A long, long time ago, American presidents set lofty goals for our nation; a country they considered without question to be the most exceptional in the world. Presidents envisioned a young and daring nation expanding westward to uncharted territory; others led efforts to fight real wars and vanquish some of history’s most feared tyrants; and some sent Americans outside the reaches of the sky and onto the surface of the moon.
These milestones in our national history, as well as the once-manifest sense of American exceptionalism, inspired President Ronald Reagan to urge mankind to strive for that “shining city on a hill,” which people around the world and through the years saw as a model for human freedom and achievement. America’s sights were high.
How low our national gaze has fallen. Today, we have a President whose vision for 21st Century America extends no further than a “shining stall in the restroom.”

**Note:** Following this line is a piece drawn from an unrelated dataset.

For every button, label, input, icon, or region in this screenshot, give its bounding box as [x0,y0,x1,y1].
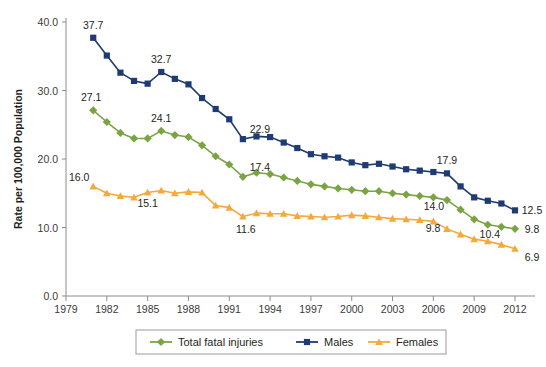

Rather than build and inspire a nation in the ways that presidents such as John F. Kennedy and Reagan did — reminding citizens of how much we have accomplished, and how much we still can achieve — President Barack Obama has spent his time in office shaming Americans about their past sins and present shortcomings. Now, in the twilight of his eight-year term in office, he has turned his gaze inward with a vengeance.
No longer is Uncle Sam focused on challenges that will inspire new breakthroughs in science, agriculture or educational achievement. He now is transfixed on . . . transgendered bathrooms.

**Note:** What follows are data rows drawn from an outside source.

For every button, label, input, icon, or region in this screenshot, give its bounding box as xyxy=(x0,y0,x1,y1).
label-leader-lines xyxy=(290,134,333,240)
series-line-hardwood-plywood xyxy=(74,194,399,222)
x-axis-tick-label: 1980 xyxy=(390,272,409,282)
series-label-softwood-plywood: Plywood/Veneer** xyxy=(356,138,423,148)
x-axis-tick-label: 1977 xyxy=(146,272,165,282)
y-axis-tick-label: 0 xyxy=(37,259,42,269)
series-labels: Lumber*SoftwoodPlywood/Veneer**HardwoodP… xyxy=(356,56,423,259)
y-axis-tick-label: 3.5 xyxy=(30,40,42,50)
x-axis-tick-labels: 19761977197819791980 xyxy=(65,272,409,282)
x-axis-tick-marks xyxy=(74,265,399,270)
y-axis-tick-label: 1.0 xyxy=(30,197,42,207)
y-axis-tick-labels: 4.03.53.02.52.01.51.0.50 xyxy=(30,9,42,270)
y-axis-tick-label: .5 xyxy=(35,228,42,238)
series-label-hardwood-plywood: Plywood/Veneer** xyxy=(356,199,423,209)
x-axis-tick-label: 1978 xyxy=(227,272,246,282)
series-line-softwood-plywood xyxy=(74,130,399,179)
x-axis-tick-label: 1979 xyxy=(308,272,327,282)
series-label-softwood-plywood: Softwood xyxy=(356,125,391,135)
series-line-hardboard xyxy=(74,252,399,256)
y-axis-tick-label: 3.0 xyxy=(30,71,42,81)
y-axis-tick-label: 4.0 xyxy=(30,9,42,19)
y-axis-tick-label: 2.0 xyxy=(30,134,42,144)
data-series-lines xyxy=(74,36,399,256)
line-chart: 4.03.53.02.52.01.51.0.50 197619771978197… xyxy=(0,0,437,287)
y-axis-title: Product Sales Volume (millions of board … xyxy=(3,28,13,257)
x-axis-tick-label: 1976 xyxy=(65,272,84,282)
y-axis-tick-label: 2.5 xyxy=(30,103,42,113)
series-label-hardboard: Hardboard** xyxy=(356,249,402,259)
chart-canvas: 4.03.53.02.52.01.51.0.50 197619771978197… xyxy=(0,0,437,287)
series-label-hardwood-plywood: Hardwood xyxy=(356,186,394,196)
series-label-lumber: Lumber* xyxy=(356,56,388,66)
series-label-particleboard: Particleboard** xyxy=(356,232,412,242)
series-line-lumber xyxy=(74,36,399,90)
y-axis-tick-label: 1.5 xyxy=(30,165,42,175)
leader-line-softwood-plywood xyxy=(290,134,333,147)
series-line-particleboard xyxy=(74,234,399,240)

The issue of transgender bathrooms is already embarrassingly questionable as a responsibility for even state and local governments; essentially a solution in search of a problem. And the federal government’s entry into the debate is perhaps the silliest cause célèbre Uncle Sam has ever taken on.
How many “transgendered” people are there impacted by laws such as North Carolina’s HB2; or, even more statistically negligible, incidents in which the bathroom choice of such individuals has required interdiction by the state? And where, in even the most expansive reading of the U.S. Constitution, might one uncover authority for the federal Departments of Justice or Education to demand of a local elementary school, a private business or a county government, that it open restroom stalls to whoever “senses” their gender dictates where they should relieve themselves?
Yet, we now have a President, an Attorney General, and an army of bureaucrats, who have decided they have nothing better to do than set a goal of mandating who can use a particular restroom on any particular day anywhere in America.
America’s Left should be (but is not) outraged that “social justice” buffoons, of which Obama seems to be obsessively focused on pleasing, have again hijacked the Democratic agenda; this time to do nothing more profound than change bathroom signs. However one might read what some liberals are saying about this move by the Obama Administration, you would be forced to conclude that the most important factor in determining whether a “transgendered” student succeeds in life is being able to relieve himself or herself in a particular restroom.
The inordinate attention paid to this particular issue, illustrates perfectly why we are failing to accomplish anything of significance at home or abroad. Our goals as a nation have fallen so low and become so shortsighted, we have settled for leaders with literally no vision beyond the lowest level of human action.
The absurdity of the position the Administration is taking by wading into the “transgendered bathroom” debate has caused it to tie itself in rhetorical knots. For example, as reported in the May 13th Charlotte Observer, the Justice Department “contends that sexual orientation is not a personal decision, but is based on an array of factors affecting an individual’s sense of gender.” What utter, nonsensical gobbledygook. Moreover, the inherent contradiction in this statement – claiming at once that sexual orientation is not a “personal decision” but yet depends on “one’s sense of gender” – obviously is too complex even for America’s top lawyer, Attorney General Loretta Lynch, to recognize.
In essence, what Obama, Lynch, and other high-ranking but low-thinking officials directing federal policy are asserting, is that federal law and our once-esteemed Constitution, now stand for the proposition that each individual can decide — based on nothing more than their “sense of gender” on any particular day — whether to use the men’s or the women’s restroom, secure in the knowledge that the full weight of the government of the United States of America will back them up.